Coffee futures jolted higher on Thursday after the US president threatened 50 per cent tariffs on Brazilian products. In doing so, he blasted what he called a “witch-hunt” against Brazil’s former president Jair Bolsonaro, on trial over an alleged coup plot. While the Trump administration’s actions are rarely predictable, this one is particularly puzzling: the US runs a trade surplus with Brazil, not a deficit.

Market prices in New York soon eased back, though, as traders bet on the likelihood of another Taco scenario — Trump always chickens out. After all, the president and his advisers may justly fear voters getting upset if the cost of their brew leaps. Carving out specific products, or giving them lower levies, has become a common pattern over the past three months. 
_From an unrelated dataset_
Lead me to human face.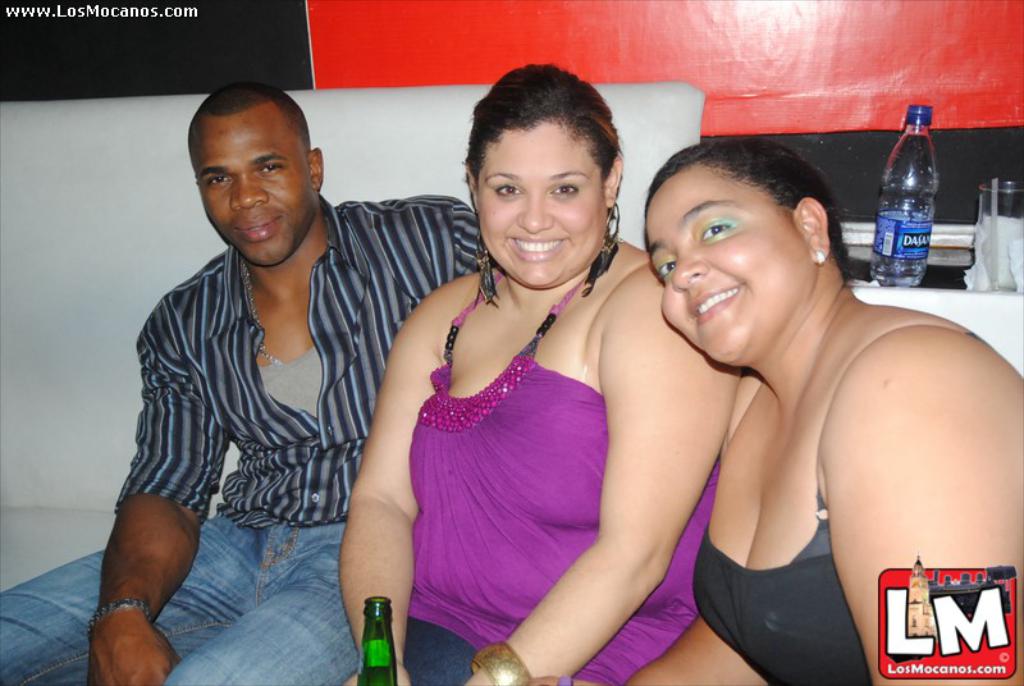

But this price spike — and a spiky response from current Brazilian President Luiz Inácio Lula da Silva — comes when coffee prices have only recently dropped from record levels following several poor harvests. Nestlé chief executive Laurent Freixe recently described the price rises as “unprecedented”. 
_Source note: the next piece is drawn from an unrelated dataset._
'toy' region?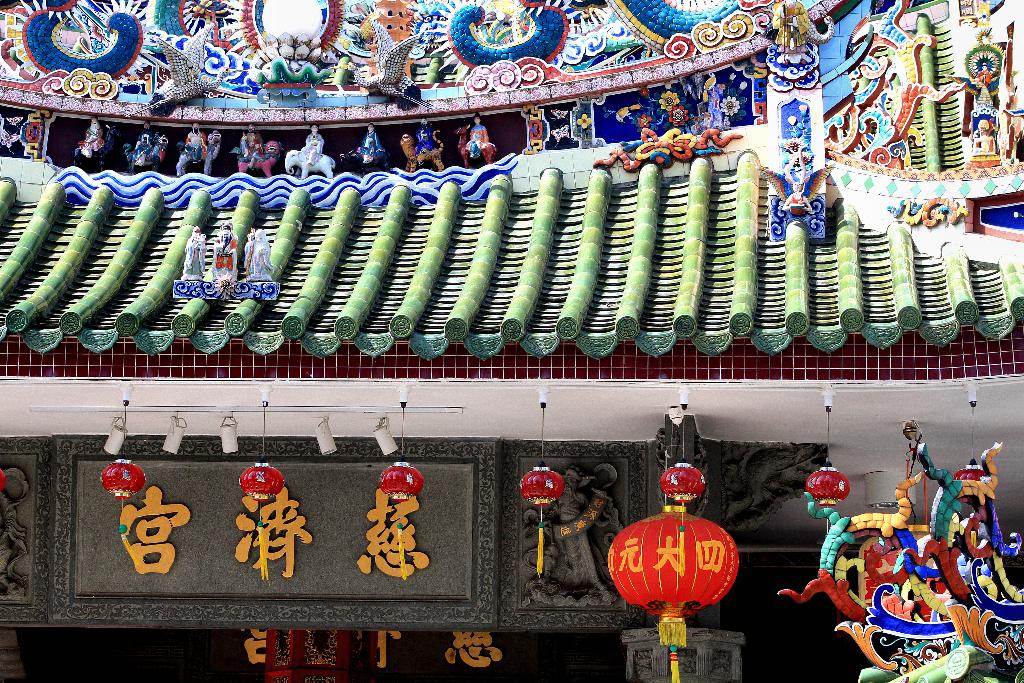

It’s Europe, not the US, where drinkers have the heavier habit. The region, with 450mn people, gets through 54mn 60kg bags of coffee beans a year, according to International Coffee Organisation figures, while the 380mn living in the US and Canada consume 31mn. Cups-per-capita sums largely depend on the type of coffee drinker: fans of tiny Italian café-style espressos are rarely consumers of Starbucks’ venti buckets of filter brew.

A US-Brazil brouhaha could play havoc with prices. That might not all be bad for other countries: if the world’s largest producer and exporter finds itself with unsold beans because of the US, it is likely to seek another market. The same goes for Vietnam and Indonesia, both big producers facing hefty White House tariffs. But volatility is unhelpful, especially as executives in consumer-facing companies are likely to respond to uncertainty by trying to nudge prices higher.

Timing matters, too. Almost all of the hit from coffee price rises reaches end consumers in just eight months, according to estimates from the United Nations. That’s a lifetime to a caffeine addict, but it means current ructions could land in consumers’ laps just in time for the 2026 midterm US elections. Taco with your cappuccino?